Huge plans for popular gig venue Victoria Warehouse have been approved
The plans centre around building a new seven storey car park, making changes to the existing gig venue warehouse and reconfiguring the existing hotel on site.
Huge plans for the site of the popular gig venue Victoria Warehouse have been approved – including a new top floor terrace and a running track on the roof.
The plans centre around building a new seven storey car park, making changes to the existing gig venue warehouse and reconfiguring the existing hotel on site, of which only 40 rooms are currently in use.
The Victoria Warehouse site on Wharf Road in Stretford, Trafford is made up of three early 20th century warehouses with a detached, six-storey building that is currently home to a hotel at the east of the site.
The first two levels of the western warehouse form the well-known music and exhibition space.
The site’s owners asked Trafford council for permission to reconfigure the buildings on site to provide 200 ‘high quality’ rooms in the hotel, build a seven storey car park with 183 spaces and build a roof extension on top of the hotel for a roof terrace and function room there.
They also wanted to put a new roof on the western warehouse as well as convert the second and third floors of the building, above the O2 Victoria Warehouse, into office space and install two new lifts and a staircase in the building.
There’s also set to be a new running track and clubhouse on the roof of the building next to the events centre.
Council officers had recommended that councillors on the committee approve the application and the committee supported that recommendation and approved the application unanimously.
At the same meeting, plans to demolish an old hotel in Stretford and replace it with apartments, right next to three Grade II listed heritage sites, was refused.
Councillors debated the designs for the Greatstone Hotel on Chester Road – the council had received a number of letters from nearby residents in support of the application due to its provision of ‘much needed’ new housing for the community.
But local Gorse Hill ward councillor Coun Mike Cordingley was not of the same opinion – along with the rest of the planning committee.
While councillors praised the fact that the plans made use of a brownfield site and were set to provide the required number of affordable homes, members were very concerned about the small size of the 56 flats planned for the site.
Coun Aidan Williams, chairing the meeting, raised his concerns that the flats fell ‘significantly below’ nationally required minimum space requirements and that a number of the balconies for some flats were so small that they would be unusable.
The plans were rejected unanimously by Trafford council’s planning committee due to the layout, scale, massing and ‘poor design’ of the plans.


### ABOUT THIS EXERCISE
From first line to last, print the records exactly, but leave out the pictures.

### SUPPLIED RECORDS
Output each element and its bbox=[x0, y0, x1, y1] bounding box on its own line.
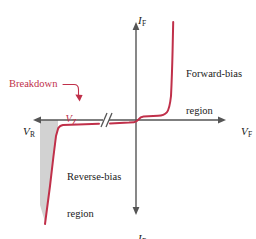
axis-label-vr: VR bbox=[12, 112, 35, 151]
axis-label-vr-symbol: V bbox=[23, 125, 30, 137]
axis-arrow-down bbox=[133, 207, 140, 215]
axis-label-vf-subscript: F bbox=[248, 130, 252, 139]
axis-label-ir: IR bbox=[127, 219, 147, 239]
axis-label-if-subscript: F bbox=[142, 19, 146, 28]
zener-voltage-subscript: Z bbox=[72, 118, 76, 127]
axis-label-vr-subscript: R bbox=[30, 130, 35, 139]
forward-bias-region-line1: Forward-bias bbox=[186, 68, 242, 80]
diode-iv-characteristic-figure: IF IR VF VR Breakdown VZ Forward-bias re… bbox=[0, 0, 256, 239]
axis-label-vf-symbol: V bbox=[241, 125, 248, 137]
zener-voltage-symbol: V bbox=[66, 113, 72, 124]
breakdown-callout-leader bbox=[63, 85, 79, 97]
axis-label-ir-subscript: R bbox=[142, 237, 147, 239]
reverse-bias-region-line1: Reverse-bias bbox=[67, 171, 121, 183]
breakdown-callout-label: Breakdown bbox=[9, 78, 57, 90]
reverse-bias-region-line2: region bbox=[67, 208, 121, 220]
zener-voltage-label: VZ bbox=[55, 101, 76, 138]
axis-label-if: IF bbox=[127, 1, 146, 40]
forward-bias-region-line2: region bbox=[186, 105, 242, 117]
reverse-bias-region-label: Reverse-bias region bbox=[67, 146, 121, 239]
forward-bias-region-label: Forward-bias region bbox=[186, 43, 242, 142]
breakdown-callout-arrowhead bbox=[75, 95, 82, 102]
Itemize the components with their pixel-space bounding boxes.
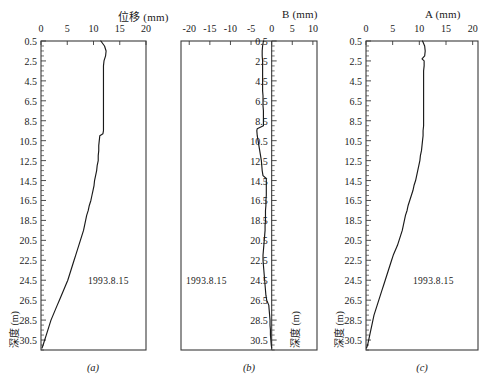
subfigure-caption-c: (c): [416, 362, 428, 373]
plot-graphics-c: [0, 0, 488, 382]
chart-panel-c: A (mm)051015200.52.54.56.58.510.512.514.…: [0, 0, 488, 382]
y-tick-label: 0.5: [332, 36, 362, 47]
y-tick-label: 18.5: [332, 215, 362, 226]
y-tick-label: 24.5: [332, 275, 362, 286]
y-tick-label: 22.5: [332, 255, 362, 266]
x-tick-label: 5: [390, 23, 395, 34]
y-tick-label: 6.5: [332, 95, 362, 106]
x-tick-label: 10: [414, 23, 424, 34]
y-tick-label: 12.5: [332, 155, 362, 166]
y-tick-label: 14.5: [332, 175, 362, 186]
y-tick-label: 20.5: [332, 235, 362, 246]
x-tick-label: 15: [441, 23, 451, 34]
curve-annotation-c: 1993.8.15: [413, 276, 454, 286]
y-tick-label: 8.5: [332, 115, 362, 126]
y-tick-label: 10.5: [332, 135, 362, 146]
x-tick-label: 0: [364, 23, 369, 34]
y-tick-label: 16.5: [332, 195, 362, 206]
y-tick-label: 26.5: [332, 295, 362, 306]
figure-canvas: 位移 (mm)051015200.52.54.56.58.510.512.514…: [0, 0, 488, 382]
y-tick-label: 4.5: [332, 75, 362, 86]
x-tick-label: 20: [468, 23, 478, 34]
y-tick-label: 2.5: [332, 55, 362, 66]
y-axis-label-c: 深度 (m): [331, 311, 346, 348]
plot-frame: [366, 41, 478, 350]
data-curve-c: [367, 41, 426, 348]
axis-title-c: A (mm): [425, 8, 461, 20]
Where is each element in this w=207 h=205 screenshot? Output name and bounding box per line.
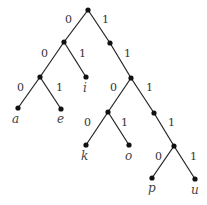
node-11	[128, 75, 133, 80]
leaf-label-a: a	[12, 112, 19, 126]
tree-nodes	[15, 7, 197, 181]
node-e	[58, 106, 63, 111]
edge-label: 1	[124, 47, 131, 60]
leaf-label-o: o	[125, 149, 132, 163]
node-u	[192, 176, 197, 181]
edge-label: 0	[84, 116, 91, 129]
edge-label: 1	[56, 81, 63, 94]
leaf-label-i: i	[83, 81, 87, 95]
node-root	[85, 7, 90, 12]
node-110	[105, 109, 110, 114]
leaf-label-e: e	[57, 112, 64, 126]
code-tree-diagram: 0 1 0 1 1 0 1 0 1 0 1 1 0 1 a e i k o p …	[0, 0, 207, 205]
edge-label: 1	[102, 13, 109, 26]
node-0	[61, 39, 66, 44]
node-111	[151, 110, 156, 115]
edge-label: 0	[41, 47, 48, 60]
leaf-label-u: u	[191, 183, 199, 197]
node-1	[107, 40, 112, 45]
node-1111	[171, 143, 176, 148]
edge-label: 1	[146, 81, 153, 94]
tree-edges	[18, 10, 195, 179]
node-p	[149, 175, 154, 180]
edge-label: 1	[168, 116, 175, 129]
edge-label: 0	[110, 81, 117, 94]
edge-label: 0	[155, 150, 162, 163]
edge-label: 0	[65, 13, 72, 26]
edge-label: 1	[190, 150, 197, 163]
leaf-label-k: k	[81, 149, 88, 163]
leaf-labels: a e i k o p u	[12, 81, 199, 197]
leaf-label-p: p	[148, 181, 156, 195]
edge-label: 0	[17, 81, 24, 94]
edge-label: 1	[121, 116, 128, 129]
node-k	[83, 142, 88, 147]
node-00	[37, 74, 42, 79]
node-a	[15, 105, 20, 110]
node-i	[83, 74, 88, 79]
node-o	[126, 142, 131, 147]
edge-label: 1	[79, 47, 86, 60]
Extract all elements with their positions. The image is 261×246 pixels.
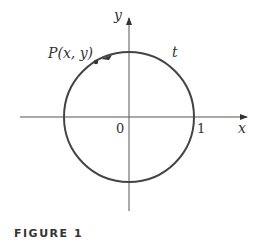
unit-circle-figure: y x 0 1 P(x, y) t FIGURE 1	[0, 0, 261, 246]
one-label: 1	[197, 121, 205, 136]
x-axis-label: x	[238, 120, 246, 136]
figure-caption: FIGURE 1	[14, 227, 83, 240]
point-p	[94, 60, 98, 64]
origin-label: 0	[116, 121, 124, 136]
arc-length-label: t	[172, 44, 178, 60]
y-axis-label: y	[113, 7, 123, 23]
point-label: P(x, y)	[47, 45, 93, 61]
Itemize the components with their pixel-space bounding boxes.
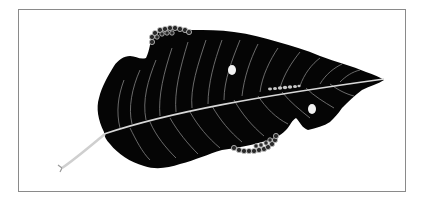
leaf-hole-1 xyxy=(228,65,236,75)
stem-fork xyxy=(58,165,62,172)
leaf-stem xyxy=(62,134,105,168)
leaf-illustration xyxy=(0,0,425,207)
leaf-hole-2 xyxy=(308,104,316,114)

### RESPONSE TO THIS TASK
Output each element and its bbox=[x0, y0, x1, y1] bounding box on its own line.
axis-label-vr: VR bbox=[12, 112, 35, 151]
axis-label-vr-symbol: V bbox=[23, 125, 30, 137]
axis-arrow-down bbox=[133, 207, 140, 215]
axis-label-vf-subscript: F bbox=[248, 130, 252, 139]
axis-label-ir: IR bbox=[127, 219, 147, 239]
axis-label-if-subscript: F bbox=[142, 19, 146, 28]
zener-voltage-subscript: Z bbox=[72, 118, 76, 127]
axis-label-vr-subscript: R bbox=[30, 130, 35, 139]
forward-bias-region-line1: Forward-bias bbox=[186, 68, 242, 80]
diode-iv-characteristic-figure: IF IR VF VR Breakdown VZ Forward-bias re… bbox=[0, 0, 256, 239]
axis-label-vf-symbol: V bbox=[241, 125, 248, 137]
zener-voltage-symbol: V bbox=[66, 113, 72, 124]
breakdown-callout-leader bbox=[63, 85, 79, 97]
axis-label-ir-subscript: R bbox=[142, 237, 147, 239]
reverse-bias-region-line1: Reverse-bias bbox=[67, 171, 121, 183]
breakdown-callout-label: Breakdown bbox=[9, 78, 57, 90]
reverse-bias-region-line2: region bbox=[67, 208, 121, 220]
zener-voltage-label: VZ bbox=[55, 101, 76, 138]
axis-label-if: IF bbox=[127, 1, 146, 40]
forward-bias-region-line2: region bbox=[186, 105, 242, 117]
reverse-bias-region-label: Reverse-bias region bbox=[67, 146, 121, 239]
forward-bias-region-label: Forward-bias region bbox=[186, 43, 242, 142]
breakdown-callout-arrowhead bbox=[75, 95, 82, 102]
Itemize the components with their pixel-space bounding boxes.
subfigure-caption-c: (c): [416, 362, 428, 373]
plot-graphics-c: [0, 0, 488, 382]
chart-panel-c: A (mm)051015200.52.54.56.58.510.512.514.…: [0, 0, 488, 382]
y-tick-label: 0.5: [332, 36, 362, 47]
y-tick-label: 18.5: [332, 215, 362, 226]
y-tick-label: 24.5: [332, 275, 362, 286]
y-tick-label: 22.5: [332, 255, 362, 266]
x-tick-label: 5: [390, 23, 395, 34]
y-tick-label: 6.5: [332, 95, 362, 106]
x-tick-label: 10: [414, 23, 424, 34]
y-tick-label: 12.5: [332, 155, 362, 166]
y-tick-label: 14.5: [332, 175, 362, 186]
y-tick-label: 20.5: [332, 235, 362, 246]
x-tick-label: 15: [441, 23, 451, 34]
curve-annotation-c: 1993.8.15: [413, 276, 454, 286]
y-tick-label: 8.5: [332, 115, 362, 126]
y-tick-label: 10.5: [332, 135, 362, 146]
x-tick-label: 0: [364, 23, 369, 34]
y-tick-label: 16.5: [332, 195, 362, 206]
y-tick-label: 26.5: [332, 295, 362, 306]
figure-canvas: 位移 (mm)051015200.52.54.56.58.510.512.514…: [0, 0, 488, 382]
y-tick-label: 4.5: [332, 75, 362, 86]
x-tick-label: 20: [468, 23, 478, 34]
y-tick-label: 2.5: [332, 55, 362, 66]
y-axis-label-c: 深度 (m): [331, 311, 346, 348]
plot-frame: [366, 41, 478, 350]
data-curve-c: [367, 41, 426, 348]
axis-title-c: A (mm): [425, 8, 461, 20]
Where is each element in this w=207 h=205 screenshot? Output name and bounding box per line.
node-11	[128, 75, 133, 80]
leaf-label-a: a	[12, 112, 19, 126]
tree-nodes	[15, 7, 197, 181]
node-e	[58, 106, 63, 111]
edge-label: 1	[124, 47, 131, 60]
leaf-label-o: o	[125, 149, 132, 163]
node-u	[192, 176, 197, 181]
edge-label: 0	[84, 116, 91, 129]
edge-label: 1	[56, 81, 63, 94]
leaf-label-i: i	[83, 81, 87, 95]
node-root	[85, 7, 90, 12]
node-110	[105, 109, 110, 114]
leaf-label-e: e	[57, 112, 64, 126]
code-tree-diagram: 0 1 0 1 1 0 1 0 1 0 1 1 0 1 a e i k o p …	[0, 0, 207, 205]
edge-label: 1	[102, 13, 109, 26]
node-0	[61, 39, 66, 44]
node-111	[151, 110, 156, 115]
edge-label: 0	[41, 47, 48, 60]
leaf-label-u: u	[191, 183, 199, 197]
node-1	[107, 40, 112, 45]
node-1111	[171, 143, 176, 148]
edge-label: 1	[146, 81, 153, 94]
tree-edges	[18, 10, 195, 179]
node-p	[149, 175, 154, 180]
edge-label: 1	[168, 116, 175, 129]
edge-label: 0	[110, 81, 117, 94]
edge-label: 0	[155, 150, 162, 163]
edge-label: 0	[65, 13, 72, 26]
edge-label: 1	[190, 150, 197, 163]
leaf-label-k: k	[81, 149, 88, 163]
leaf-labels: a e i k o p u	[12, 81, 199, 197]
leaf-label-p: p	[148, 181, 156, 195]
edge-label: 0	[17, 81, 24, 94]
edge-label: 1	[121, 116, 128, 129]
node-k	[83, 142, 88, 147]
node-00	[37, 74, 42, 79]
node-a	[15, 105, 20, 110]
node-i	[83, 74, 88, 79]
node-o	[126, 142, 131, 147]
edge-label: 1	[79, 47, 86, 60]
Extract all elements with their positions. The image is 261×246 pixels.
unit-circle-figure: y x 0 1 P(x, y) t FIGURE 1	[0, 0, 261, 246]
one-label: 1	[197, 121, 205, 136]
x-axis-label: x	[238, 120, 246, 136]
figure-caption: FIGURE 1	[14, 227, 83, 240]
point-p	[94, 60, 98, 64]
origin-label: 0	[116, 121, 124, 136]
arc-length-label: t	[172, 44, 178, 60]
y-axis-label: y	[113, 7, 123, 23]
point-label: P(x, y)	[47, 45, 93, 61]
Itemize the components with their pixel-space bounding boxes.
leaf-hole-1 xyxy=(228,65,236,75)
stem-fork xyxy=(58,165,62,172)
leaf-stem xyxy=(62,134,105,168)
leaf-illustration xyxy=(0,0,425,207)
leaf-hole-2 xyxy=(308,104,316,114)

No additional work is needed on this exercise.